Hong Ling: A Retrospective at the Chester Beatty Library

My trip to the Dublin galleries had been carefully planned for several weeks. However, it was a serendipitous scroll through social media the night before that led me to make the eleventh hour decision to visit the Chester Beatty Library on the last Saturday of January – the beginning of Chinese New Year – to see the paintings of the Chinese artist Hong Ling. Although he may be relatively unknown in the West, his work, like so many Oriental artists, deserves our attention and respect.

Monumental landscapes in oils and ink confront the viewer. I was unprepared for the emotional impact of his work, particularly his snow scenes. The oils are thickly applied and built up in layers. Hong’s works are a composite of bold, almost abstract marks. The effect is extraordinarily moving. The viewer is absorbed into the scene, emotionally, and in a way, physically, through the scale of painting and the densely vibrating colours. The intensity of colour and the scale of some of the works, particularly when seen all together, can be almost overwhelming.

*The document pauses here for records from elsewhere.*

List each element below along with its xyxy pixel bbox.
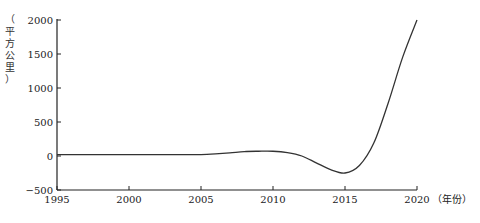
x-tick-label: 2000 (116, 194, 141, 205)
x-axis-label: （年份） (432, 193, 472, 205)
x-tick-label: 1995 (44, 194, 69, 205)
y-tick-label: 1000 (28, 83, 53, 94)
y-tick-label: 500 (34, 117, 53, 128)
x-tick-label: 2010 (260, 194, 285, 205)
x-tick-label: 2005 (188, 194, 213, 205)
y-tick-label: 1500 (28, 49, 53, 60)
x-tick-label: 2015 (332, 194, 357, 205)
y-tick-label: 0 (47, 151, 53, 162)
ticks: 2000150010005000−50019952000200520102015… (26, 15, 472, 206)
y-tick-label: 2000 (28, 15, 53, 26)
series-line (57, 20, 417, 173)
x-tick-label: 2020 (404, 194, 429, 205)
line-chart: 2000150010005000−50019952000200520102015… (0, 0, 480, 223)
axes (57, 19, 417, 190)
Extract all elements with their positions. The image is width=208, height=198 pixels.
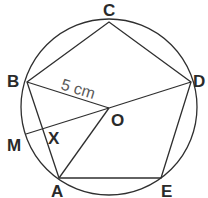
label-d: D — [193, 72, 205, 91]
radius-om — [26, 108, 109, 134]
label-x: X — [48, 129, 60, 148]
label-c: C — [103, 1, 115, 20]
radius-oa — [59, 108, 109, 178]
label-o: O — [111, 111, 124, 130]
label-e: E — [161, 182, 172, 198]
geometry-diagram: C B D O M X A E 5 cm — [0, 0, 208, 198]
circumscribed-circle — [21, 19, 197, 195]
pentagon-abcde — [27, 22, 191, 178]
label-a: A — [51, 182, 63, 198]
label-b: B — [7, 72, 19, 91]
radius-od — [109, 82, 191, 108]
label-m: M — [7, 136, 21, 155]
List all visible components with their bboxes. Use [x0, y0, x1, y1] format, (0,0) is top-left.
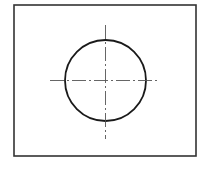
drawing-canvas	[0, 0, 210, 169]
technical-drawing	[0, 0, 210, 169]
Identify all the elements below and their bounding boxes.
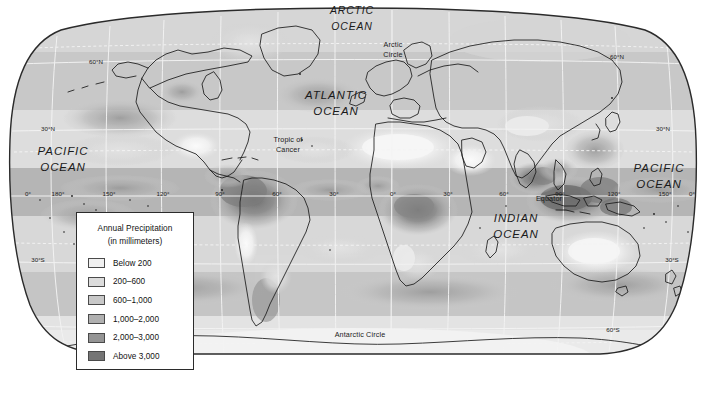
arctic-ocean-line2: OCEAN: [331, 20, 372, 32]
lon-30-west: 30°: [329, 190, 339, 197]
lon-120-west: 120°: [157, 190, 170, 197]
legend-row: 200–600: [88, 273, 193, 292]
lon-180-east: 0°: [689, 190, 695, 197]
tropic-of-cancer-line2: Cancer: [276, 145, 301, 154]
lon-90-west: 90°: [215, 190, 225, 197]
legend-swatch: [88, 333, 105, 343]
lat-30n-right: 30°N: [656, 125, 670, 132]
legend-label: 2,000–3,000: [113, 333, 159, 342]
antarctic-circle-line1: Antarctic Circle: [335, 330, 386, 339]
lon-120-east: 120°: [608, 190, 621, 197]
lat-30s-right: 30°S: [665, 256, 678, 263]
legend-row: 600–1,000: [88, 291, 193, 310]
legend-row: Above 3,000: [88, 347, 193, 366]
legend-swatch: [88, 314, 105, 324]
legend-label: 200–600: [113, 277, 145, 286]
lon-90-east: 90°: [555, 190, 565, 197]
legend-swatch: [88, 277, 105, 287]
lat-60n-left: 60°N: [89, 58, 103, 65]
indian-ocean-line1: INDIAN: [494, 212, 538, 224]
legend-swatch: [88, 258, 105, 268]
lon-60-west: 60°: [272, 190, 282, 197]
legend-title: Annual Precipitation (in millimeters): [77, 213, 193, 247]
arctic-circle-line1: Arctic: [384, 40, 403, 49]
legend-row: Below 200: [88, 254, 193, 273]
indian-ocean-line2: OCEAN: [493, 228, 538, 240]
tropic-of-cancer-line1: Tropic of: [273, 135, 302, 144]
legend-swatch: [88, 351, 105, 361]
legend-label: Above 3,000: [113, 352, 160, 361]
lon-60-east: 60°: [499, 190, 509, 197]
map-legend: Annual Precipitation (in millimeters) Be…: [76, 212, 194, 370]
legend-swatch: [88, 295, 105, 305]
atlantic-ocean-line2: OCEAN: [313, 105, 358, 117]
lat-30n-left: 30°N: [41, 125, 55, 132]
legend-row: 2,000–3,000: [88, 328, 193, 347]
lon-0-prime: 0°: [390, 190, 396, 197]
arctic-ocean-line1: ARCTIC: [329, 4, 374, 16]
legend-title-line1: Annual Precipitation: [77, 222, 193, 235]
lon-180-west: 180°: [52, 190, 65, 197]
legend-items: Below 200200–600600–1,0001,000–2,0002,00…: [77, 254, 193, 366]
legend-label: 1,000–2,000: [113, 315, 159, 324]
lon-30-east: 30°: [443, 190, 453, 197]
atlantic-ocean-line1: ATLANTIC: [304, 89, 367, 101]
lon-150-west: 150°: [103, 190, 116, 197]
pacific-ocean-west-line1: PACIFIC: [38, 145, 89, 157]
lat-60n-right: 60°N: [610, 53, 624, 60]
arctic-circle-line2: Circle: [383, 50, 402, 59]
legend-title-line2: (in millimeters): [77, 235, 193, 248]
pacific-ocean-east-line2: OCEAN: [636, 178, 681, 190]
pacific-ocean-east-line1: PACIFIC: [634, 162, 685, 174]
lon-150-east: 150°: [659, 190, 672, 197]
lon-0-left: 0°: [25, 190, 31, 197]
legend-label: Below 200: [113, 259, 152, 268]
legend-label: 600–1,000: [113, 296, 152, 305]
lat-30s-left: 30°S: [31, 256, 44, 263]
pacific-ocean-west-line2: OCEAN: [40, 161, 85, 173]
lat-60s-right: 60°S: [606, 326, 619, 333]
legend-row: 1,000–2,000: [88, 310, 193, 329]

Scenes of nature dominate the exhibition, In only one painting is there the hint of a person, in the shadows of Rainbow Like (2015), while in Cold Snow (1991) a couple of huts are dwarfed by the mountainous landscape.

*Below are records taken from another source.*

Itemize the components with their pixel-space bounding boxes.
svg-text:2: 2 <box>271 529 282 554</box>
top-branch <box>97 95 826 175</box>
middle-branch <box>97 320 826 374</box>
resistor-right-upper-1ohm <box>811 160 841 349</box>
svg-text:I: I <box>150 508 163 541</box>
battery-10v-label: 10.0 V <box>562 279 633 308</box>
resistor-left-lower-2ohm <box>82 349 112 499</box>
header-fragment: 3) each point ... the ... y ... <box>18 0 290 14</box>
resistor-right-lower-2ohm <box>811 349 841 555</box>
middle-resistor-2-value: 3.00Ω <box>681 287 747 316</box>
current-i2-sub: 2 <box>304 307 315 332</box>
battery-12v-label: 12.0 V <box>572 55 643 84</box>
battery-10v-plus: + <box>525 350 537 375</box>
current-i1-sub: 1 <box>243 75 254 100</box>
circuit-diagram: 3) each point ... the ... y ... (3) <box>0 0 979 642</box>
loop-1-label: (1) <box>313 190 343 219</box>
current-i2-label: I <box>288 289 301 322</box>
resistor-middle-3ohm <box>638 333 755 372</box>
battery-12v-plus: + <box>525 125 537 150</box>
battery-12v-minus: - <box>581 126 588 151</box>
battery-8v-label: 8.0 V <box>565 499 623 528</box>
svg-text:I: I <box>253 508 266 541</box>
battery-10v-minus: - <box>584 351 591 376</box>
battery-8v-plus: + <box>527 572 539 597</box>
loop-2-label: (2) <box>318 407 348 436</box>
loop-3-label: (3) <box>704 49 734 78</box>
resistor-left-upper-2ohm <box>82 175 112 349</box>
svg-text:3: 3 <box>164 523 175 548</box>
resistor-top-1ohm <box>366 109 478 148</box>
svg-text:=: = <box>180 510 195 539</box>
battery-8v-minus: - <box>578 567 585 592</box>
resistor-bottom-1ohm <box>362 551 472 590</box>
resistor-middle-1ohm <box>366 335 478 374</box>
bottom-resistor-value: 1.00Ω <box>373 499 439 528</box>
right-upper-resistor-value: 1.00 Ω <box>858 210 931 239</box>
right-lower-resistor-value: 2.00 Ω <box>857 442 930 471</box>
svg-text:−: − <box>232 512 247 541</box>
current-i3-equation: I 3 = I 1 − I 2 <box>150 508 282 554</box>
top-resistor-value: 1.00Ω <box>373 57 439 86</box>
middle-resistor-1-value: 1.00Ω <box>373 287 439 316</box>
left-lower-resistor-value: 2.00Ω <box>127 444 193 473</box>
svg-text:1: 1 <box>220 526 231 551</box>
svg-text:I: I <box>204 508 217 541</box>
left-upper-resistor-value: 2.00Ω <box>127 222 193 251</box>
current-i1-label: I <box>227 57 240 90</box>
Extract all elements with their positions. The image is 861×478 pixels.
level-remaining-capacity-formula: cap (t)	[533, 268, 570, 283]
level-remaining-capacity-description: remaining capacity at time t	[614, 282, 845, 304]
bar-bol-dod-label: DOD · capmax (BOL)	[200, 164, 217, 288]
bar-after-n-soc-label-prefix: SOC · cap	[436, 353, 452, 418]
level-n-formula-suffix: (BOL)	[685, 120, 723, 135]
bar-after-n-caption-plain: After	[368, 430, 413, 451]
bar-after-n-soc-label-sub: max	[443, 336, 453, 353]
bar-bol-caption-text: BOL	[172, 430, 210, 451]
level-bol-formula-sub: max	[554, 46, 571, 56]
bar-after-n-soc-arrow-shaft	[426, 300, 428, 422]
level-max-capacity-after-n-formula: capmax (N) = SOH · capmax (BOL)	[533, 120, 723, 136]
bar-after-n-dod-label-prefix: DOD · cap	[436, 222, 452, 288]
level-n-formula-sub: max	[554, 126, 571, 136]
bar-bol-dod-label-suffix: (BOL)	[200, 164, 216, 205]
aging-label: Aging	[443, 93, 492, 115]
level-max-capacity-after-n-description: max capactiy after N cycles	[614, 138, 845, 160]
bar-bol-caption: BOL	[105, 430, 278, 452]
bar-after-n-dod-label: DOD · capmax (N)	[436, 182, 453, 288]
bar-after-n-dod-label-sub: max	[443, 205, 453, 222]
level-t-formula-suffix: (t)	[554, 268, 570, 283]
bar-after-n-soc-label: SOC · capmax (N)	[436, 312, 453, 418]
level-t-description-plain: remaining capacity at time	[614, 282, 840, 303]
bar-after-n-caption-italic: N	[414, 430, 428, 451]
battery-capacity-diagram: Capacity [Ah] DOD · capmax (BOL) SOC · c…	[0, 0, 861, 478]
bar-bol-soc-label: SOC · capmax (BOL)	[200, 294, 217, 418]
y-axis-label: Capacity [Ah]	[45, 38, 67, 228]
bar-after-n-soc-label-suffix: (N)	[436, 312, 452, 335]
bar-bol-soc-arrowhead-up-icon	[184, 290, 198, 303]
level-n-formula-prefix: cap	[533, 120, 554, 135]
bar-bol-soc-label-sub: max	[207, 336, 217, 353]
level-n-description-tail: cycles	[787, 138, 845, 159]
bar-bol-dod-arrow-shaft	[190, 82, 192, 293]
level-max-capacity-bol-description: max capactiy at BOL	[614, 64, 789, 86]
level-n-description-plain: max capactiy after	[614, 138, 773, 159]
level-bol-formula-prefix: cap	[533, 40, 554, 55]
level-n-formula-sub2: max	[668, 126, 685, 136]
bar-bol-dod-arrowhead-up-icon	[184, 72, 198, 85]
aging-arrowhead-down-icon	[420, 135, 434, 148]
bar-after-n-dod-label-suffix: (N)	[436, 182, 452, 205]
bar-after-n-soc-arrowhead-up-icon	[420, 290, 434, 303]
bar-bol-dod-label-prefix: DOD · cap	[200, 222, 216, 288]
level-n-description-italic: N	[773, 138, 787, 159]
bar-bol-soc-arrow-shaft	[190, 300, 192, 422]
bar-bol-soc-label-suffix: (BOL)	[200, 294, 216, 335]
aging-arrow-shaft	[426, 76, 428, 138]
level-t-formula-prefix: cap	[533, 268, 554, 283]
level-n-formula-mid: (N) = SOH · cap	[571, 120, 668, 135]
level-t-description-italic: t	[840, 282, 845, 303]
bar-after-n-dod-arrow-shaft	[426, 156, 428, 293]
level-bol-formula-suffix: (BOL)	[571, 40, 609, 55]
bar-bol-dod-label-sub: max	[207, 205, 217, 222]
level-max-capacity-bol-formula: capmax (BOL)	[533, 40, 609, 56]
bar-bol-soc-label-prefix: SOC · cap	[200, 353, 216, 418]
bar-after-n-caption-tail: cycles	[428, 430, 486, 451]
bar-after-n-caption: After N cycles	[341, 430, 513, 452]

One can see the influence of traditional Chinese art in the practice of meditating on a scene from nature for hours before returning home to paint from memory. This is also Hong’s method. His works are a meditation on landscape, rooted in Taoist tradition, to which his inks on paper are a homage, and yet they remain fresh and bold as in Diffuse Spring. It is his paintings, however, that fuse traditional Eastern philosophy with modern Western painting techniques (Abstract Expressionism is an evident influence), that took my breath away.

But what moved me the most was not the fact that I was experiencing some far-off, Oriental landscape, but the sense of familiarity, that I could identify with those pine trees, those mountains, that snow and the passage of time.

Written by Barbara Dunne

Barbara Dunne is an artist and writer living in Connemara, Co. Galway.

Hong Ling: A Retrospective at the Chester Beatty Library, 21 October 2016 – 29 January 2017.